Many pieces of Dickman’s cherry-picked evidence for trophy hunting and against import bans were weak. Her denigration of Kenya’s trophy hunting ban lacked evidence and mirrored the trophy hunting disinformation campaign’s rhetoric.
She cited a researcher with close ties to the trophy hunting industry for her evidence against Botswana’s elephant hunting ban. The lead author for her claim against polar bear trophy import bans was oddly friendly with a well-known climate denier.

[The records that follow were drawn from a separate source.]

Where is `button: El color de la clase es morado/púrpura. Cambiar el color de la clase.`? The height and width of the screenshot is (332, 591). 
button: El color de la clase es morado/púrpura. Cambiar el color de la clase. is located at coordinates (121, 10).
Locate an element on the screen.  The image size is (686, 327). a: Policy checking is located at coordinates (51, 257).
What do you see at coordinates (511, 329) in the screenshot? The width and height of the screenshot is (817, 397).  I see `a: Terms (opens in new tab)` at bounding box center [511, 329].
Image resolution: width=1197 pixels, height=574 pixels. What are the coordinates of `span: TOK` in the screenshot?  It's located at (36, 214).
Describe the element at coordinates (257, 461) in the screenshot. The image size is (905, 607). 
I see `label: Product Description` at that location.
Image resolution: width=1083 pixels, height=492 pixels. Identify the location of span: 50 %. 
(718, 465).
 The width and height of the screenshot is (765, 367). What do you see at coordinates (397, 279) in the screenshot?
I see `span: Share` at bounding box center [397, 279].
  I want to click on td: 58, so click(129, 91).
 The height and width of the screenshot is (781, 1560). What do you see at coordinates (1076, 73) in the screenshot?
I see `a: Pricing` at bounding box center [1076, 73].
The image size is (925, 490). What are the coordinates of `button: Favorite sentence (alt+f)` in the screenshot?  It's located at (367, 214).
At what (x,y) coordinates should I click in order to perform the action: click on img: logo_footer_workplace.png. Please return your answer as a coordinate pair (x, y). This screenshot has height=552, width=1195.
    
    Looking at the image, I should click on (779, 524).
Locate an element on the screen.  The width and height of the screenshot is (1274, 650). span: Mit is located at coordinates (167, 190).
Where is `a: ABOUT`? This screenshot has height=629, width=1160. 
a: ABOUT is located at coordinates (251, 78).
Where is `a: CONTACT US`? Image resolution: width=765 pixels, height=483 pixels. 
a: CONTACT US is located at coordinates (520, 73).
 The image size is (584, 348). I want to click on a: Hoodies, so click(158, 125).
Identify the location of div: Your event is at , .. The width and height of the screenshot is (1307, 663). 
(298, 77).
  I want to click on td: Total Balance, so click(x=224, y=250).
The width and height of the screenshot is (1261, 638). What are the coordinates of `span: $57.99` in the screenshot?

Her claim that import bans caused Tanzania’s abandoned trophy hunting blocks was unsubstantiated and contradicted the trophy hunting industry’s own opinion (as well as the research and opinion from an expert on Tanzania’s unsustainable lion trophy hunting). She claimed that a blanket import ban will likely “do more harm than good” similar to how the fossil fuel and tobacco industries demonized government regulations.
Dickman asserted that trophy hunting was rooted in colonialism but ultimately what many Africans wanted. We hear similar opinions from America’s right-wing extremists.
Candace Owens, a white supremacist sympathizer and trophy hunter, claimed that British colonization of Africa was a “net positive” and Africans wanted the slave trade. Owens’s defense of trophy hunting was not much different from Dickman’s.
Dickman made free market propagandists proud by stating that bans will not improve outcomes for people or wildlife. But bans are effective tools in wildlife conservation and elsewhere.
The 1989 CITES ivory ban reversed the African elephant decline. Tobacco smoking bans helped smokers quit and reduced tobacco use. The Montreal Protocol’s chlorofluorocarbon (CFC) ban healed the ozone layer and mitigated climate change impacts.
Dickman wants you to believe that the trophy hunting debate is about evidence versus emotion. She wants you to think science favors an industry full of climate denial and disinformation.
It’s incredible how dumb she thinks you are.
Thank you for this article and for exposing these connections and interests behind Dickman's pro-hunting propaganda and activism. It's shocking that the mainstream media and politicians have been taken in by her and give her a platform to disseminate so much disinformation and outrageous claims, while hiding behind the guise of science and objectivity.